Iris Xe Max [72] 2021 Mobile DG1: 4905 300 1650 Iris Xe Pod Desktop 4906 GPU SG-18M Server 4907 Iris Xe Graphics Desktop 4908 UHD Graphics 710 2021 Desktop Alder Lake: Celeron G6900. Celeron G6900T. 4693 128:16:2 300 1300 76.8 Pentium Gold G7400. Pentium Gold G7400T 1350 UHD Graphics 730 i3-12100. i3-12100T 4692 192:24:3 300 1400 i3-12300. i3 ...
Xe-LP is the low power variant of the Xe architecture with removed support for FP64. [22] Xe-LP is present as integrated graphics for 11th-generation Intel Core and the Iris Xe MAX mobile dedicated GPU (codenamed DG1), [6] as well as in the H3C XG310 Intel Server GPU (codenamed SG1). [4]
The Pentium G3258 CPU is unlocked despite not having the K-suffix. S – performance-optimized lifestyle (low power with 65 W TDP) T – power-optimized lifestyle (ultra low power with 35–45 W TDP) R – BGA packaging / High-performance GPU (Iris Pro 5200 (GT3e)) X – extreme edition (adjustable CPU ratio with no ratio limit)
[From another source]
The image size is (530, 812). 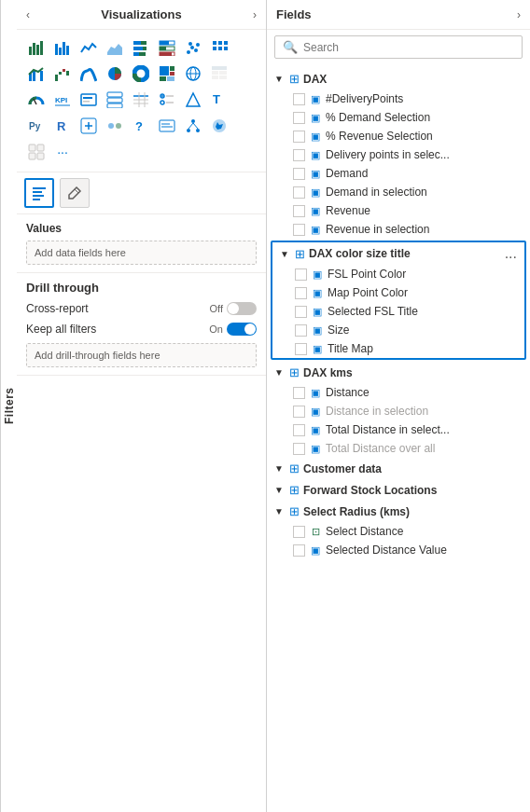 What do you see at coordinates (141, 74) in the screenshot?
I see `viz-donut-icon` at bounding box center [141, 74].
Atom is a system on a chip (SoC) platform designed for smartphones and tablet computers, launched by Intel in 2012. [1] It is a continuation of the partnership announced by Intel and Google on September 13, 2011 to provide support for the Android operating system on Intel x86 processors. [2]
The Bluefield X cards are DPU-GPU hybrid cards with a 100 class Nvidia datacenter GPU integrated on the same PCB as the Bluefield DPU. These cards are intended for high power GPU clusters to allow high bandwidth communication without needing to cross the PCIe bus and create an unnecessary load on the CPU where performance may be better ...
A modern consumer graphics card: A Radeon RX 6900 XT from AMD. A graphics card (also called a video card, display card, graphics accelerator, graphics adapter, VGA card/VGA, video adapter, display adapter, or colloquially GPU) is a computer expansion card that generates a feed of graphics output to a display device such as a monitor.
The Indy, code-named "Guinness", is a low-end multimedia workstation introduced on July 12, 1993 by Silicon Graphics Incorporated (SGI). SGI developed, manufactured, and marketed Indy as the lowest end of its product line, for computer-aided design (CAD), desktop publishing, and multimedia markets.